Sec. Human-Media Interaction

This article is part of the Research TopicFrom Memes to Movements: How Affordances Shape Resistance and Collective Action on TikTokView all articles

Amplified Selves, Elusive Collectives: The Paradox of Digital Nomadism on TikTok

Provisionally accepted
  • Centre for Research in Applied Communication, Culture and New Technologies, Lusophone University, Lisboa, Portugal

The final, formatted version of the article will be published soon.

This study examines the construction of collective identity among digital nomads on TikTok, foregrounding how psychological needs from Maslow's hierarchy are selectively projected through the platform's affordances. The study deployed a mixed-method, longitudinal analysis of over 10,000 TikTok posts tagged with #digitalnomad from 2020 to early 2025. Findings show that TikTok's design prioritizes content optimizing for individual, aspirational self-presentation, and peer resonance. As a consequence, digital nomad collective identity on the platform centers on entrepreneurialism and lifestyle optimization, increasingly favouring narratives of individual affordability, adaptability, and micro-achievement. TikTok's algorithmic and memetic infrastructure systematically amplifies digital nomads' content that addresses personal recognition and community engagement (social needs), shaped to be episodic, marketable, and non-threatening to existing labor structures, sidelining narratives of collective struggle and systemic challenge. This dynamic effectively produces a culture of celebrated resilience and individualized aspiration, creating a visible collective identity without the collective grievances or solidarities that underpin social mobilization. In our corpus, complex issues, such as legal rights or labor precarity, are marginalized by platform logics that favor memetic, digestible content, thereby inhibiting the formation of politically coherent movements. Ultimately, this research demonstrates that TikTok's sociotechnical architecture channels the energies of digital nomads toward visible and episodic social and safety needs fulfillment, yet undermines the conditions for sustained collective mobilization. The platform transforms personal travelogues into aspirational mobility templates, mediating the tension between aspiration and precarity while highlighting a paradox: its capacity to build shared identity simultaneously constrains the potential for collective action.
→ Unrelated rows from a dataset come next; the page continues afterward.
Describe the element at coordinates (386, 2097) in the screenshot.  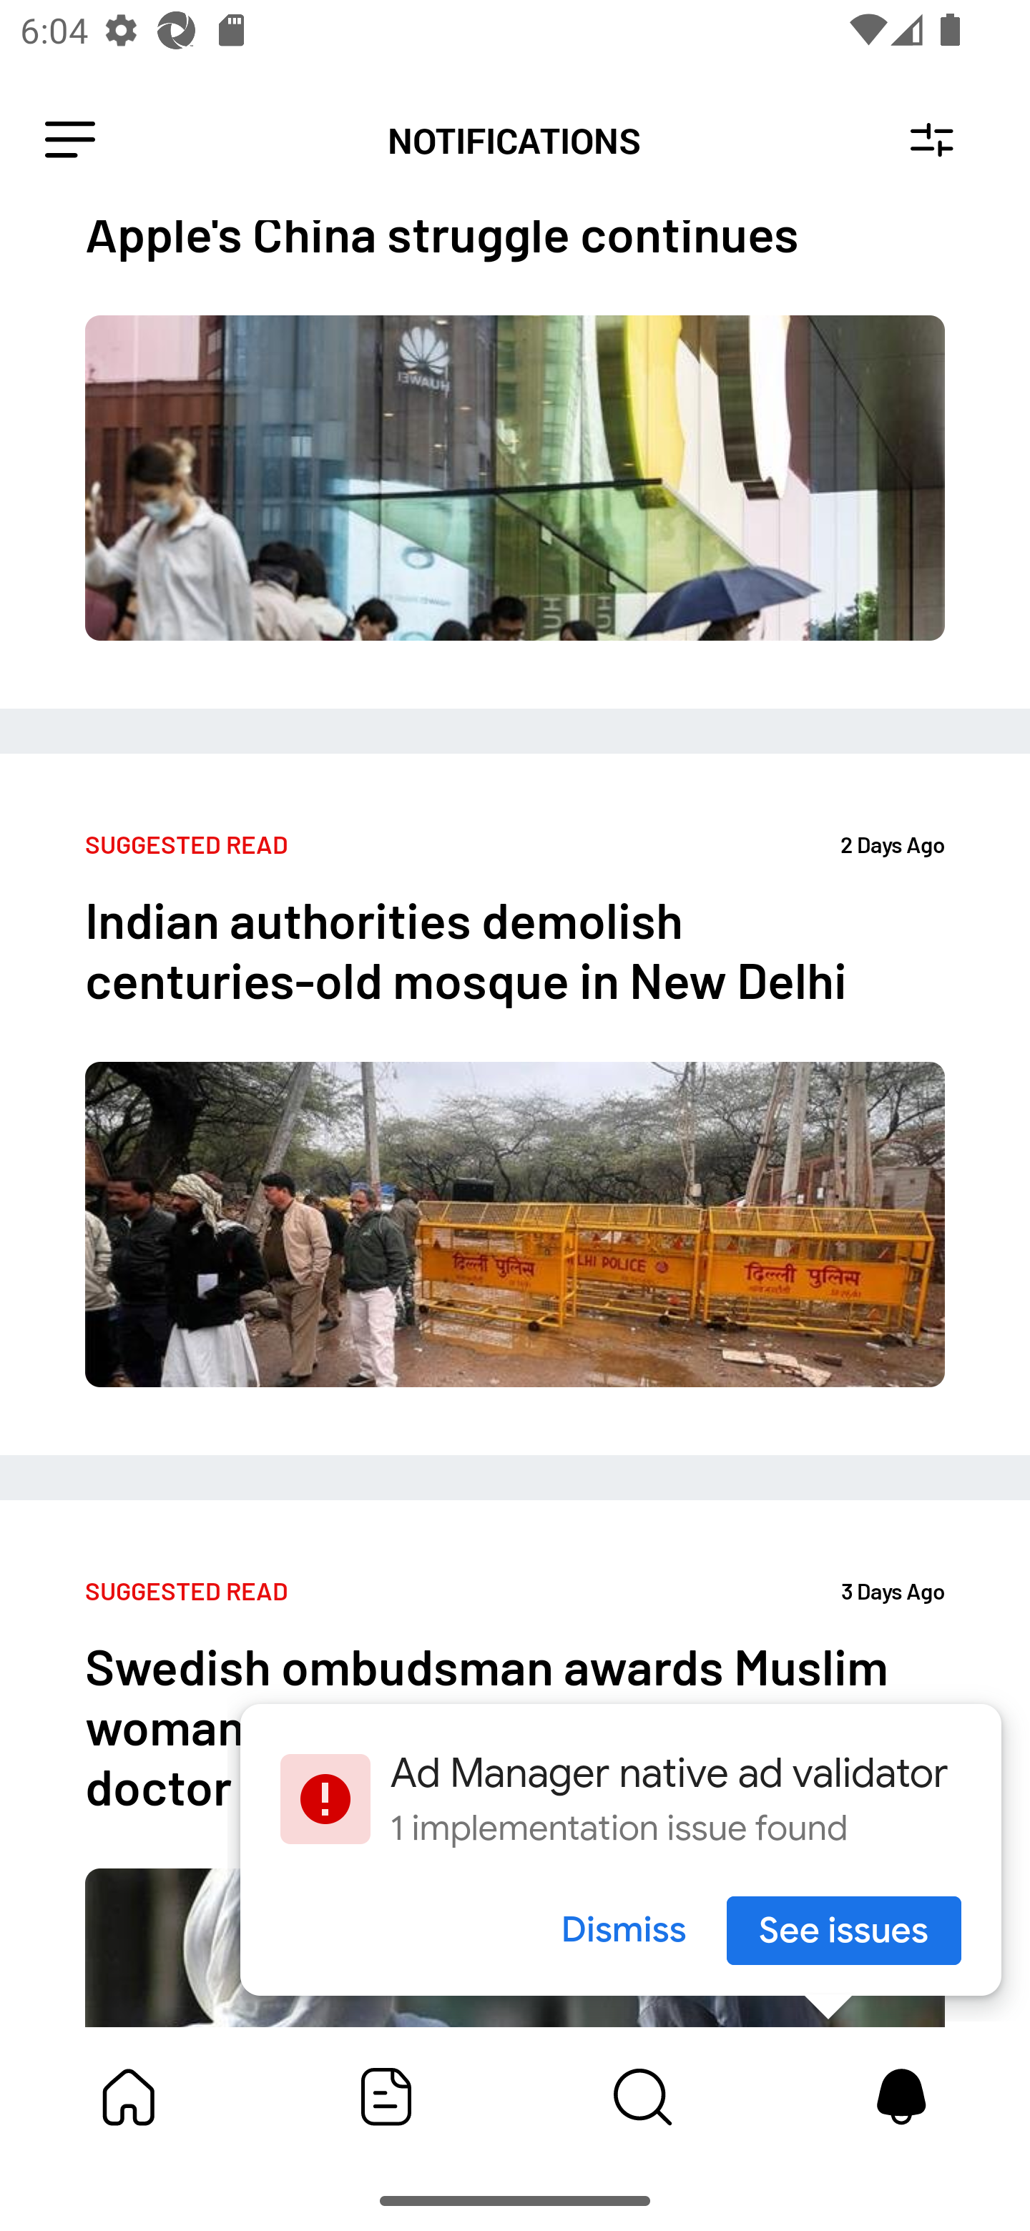
I see `Featured` at that location.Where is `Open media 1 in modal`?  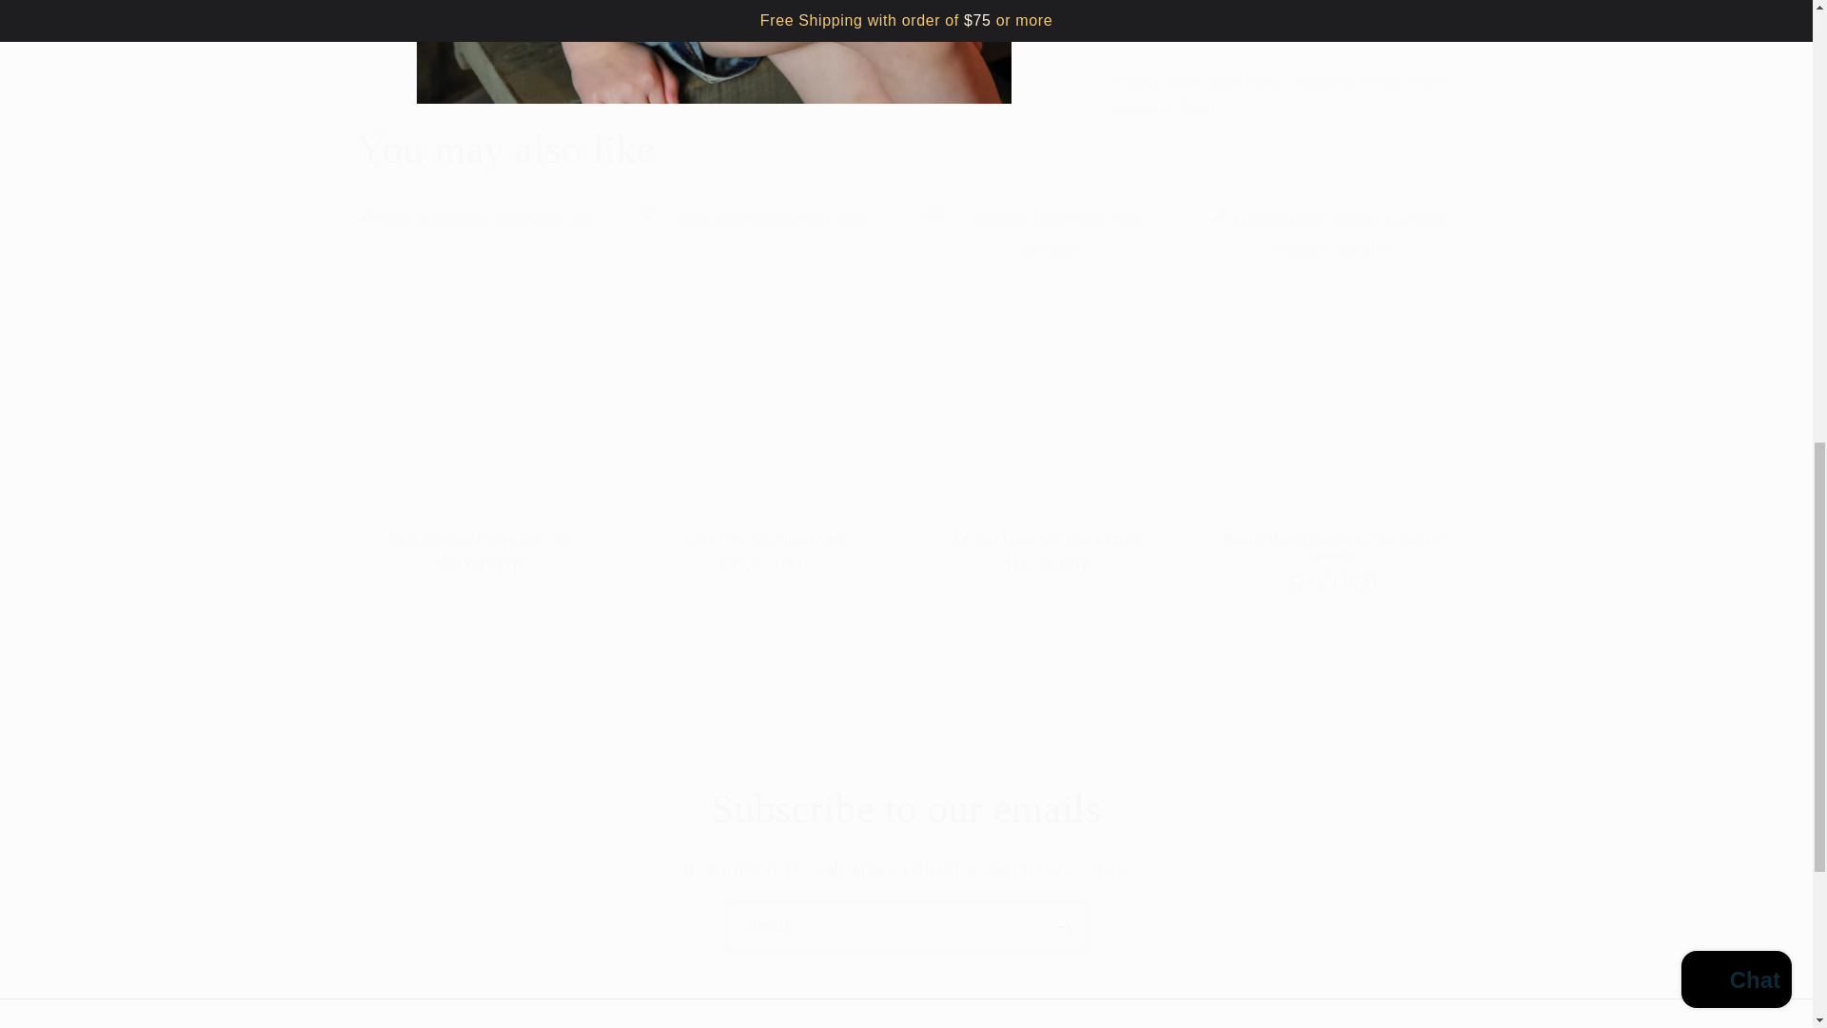 Open media 1 in modal is located at coordinates (714, 36).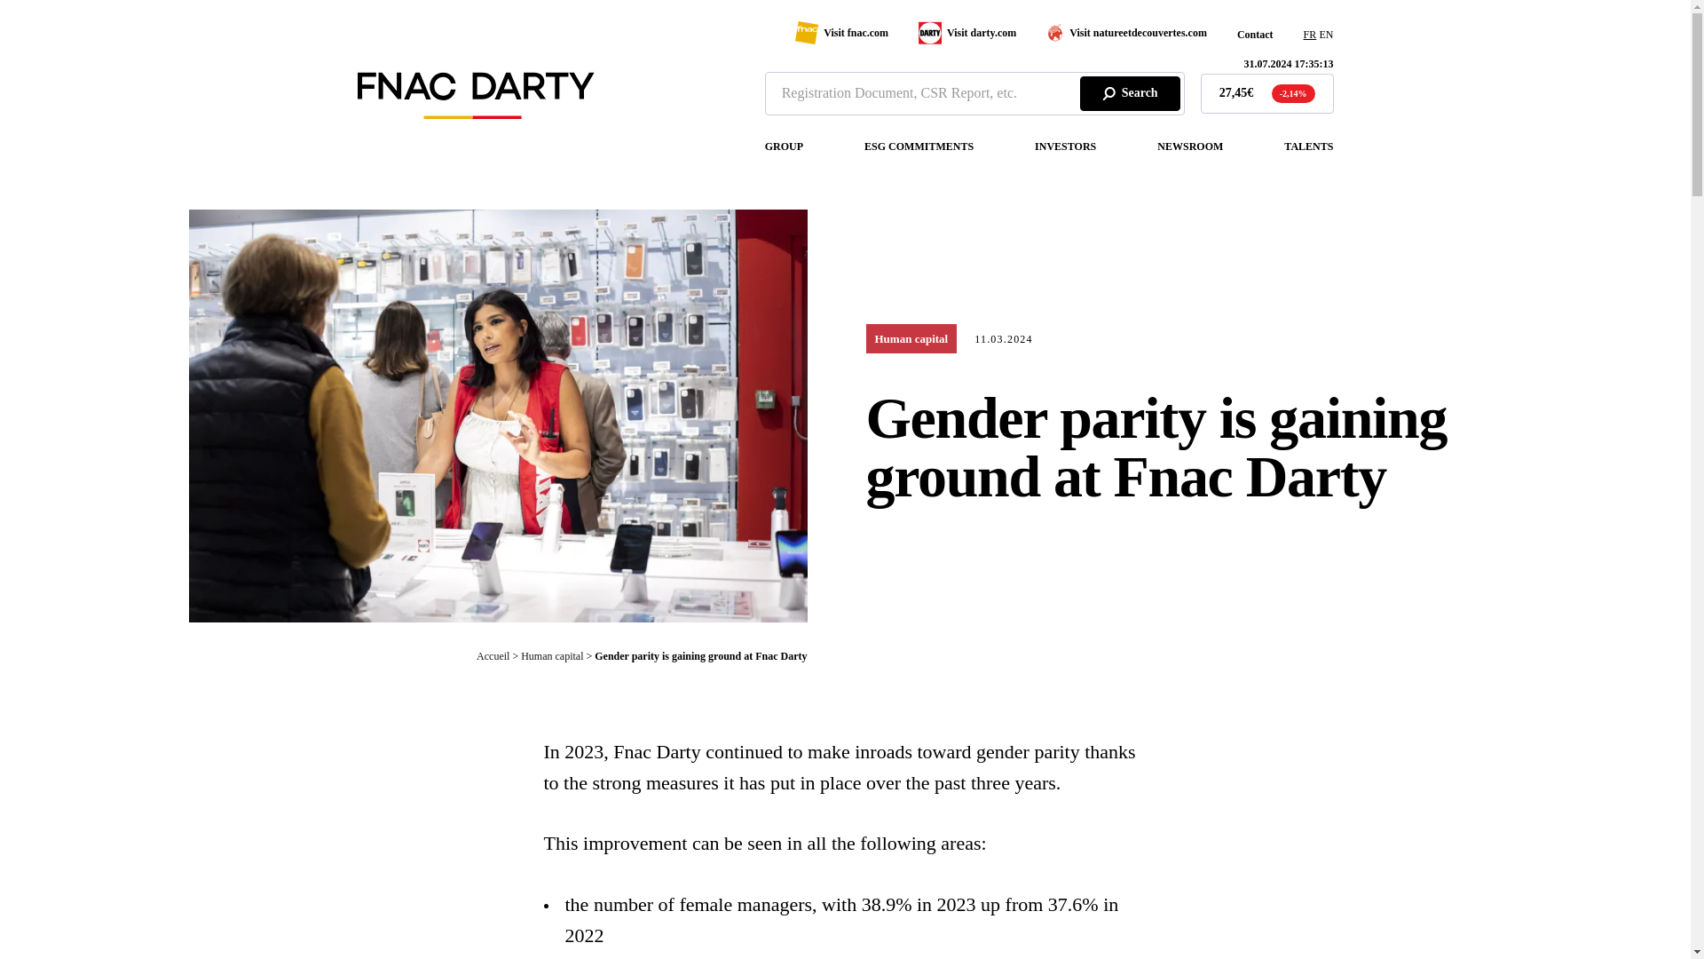  Describe the element at coordinates (912, 339) in the screenshot. I see `Human capital` at that location.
Keywords: Digital nomadism, platform affordances, TikTok, Maslow's hierarchy, collective action

Received: 03 Oct 2025; Accepted: 26 Nov 2025.

Copyright: © 2025 Ehn. This is an open-access article distributed under the terms of the Creative Commons Attribution License (CC BY). The use, distribution or reproduction in other forums is permitted, provided the original author(s) or licensor are credited and that the original publication in this journal is cited, in accordance with accepted academic practice. No use, distribution or reproduction is permitted which does not comply with these terms.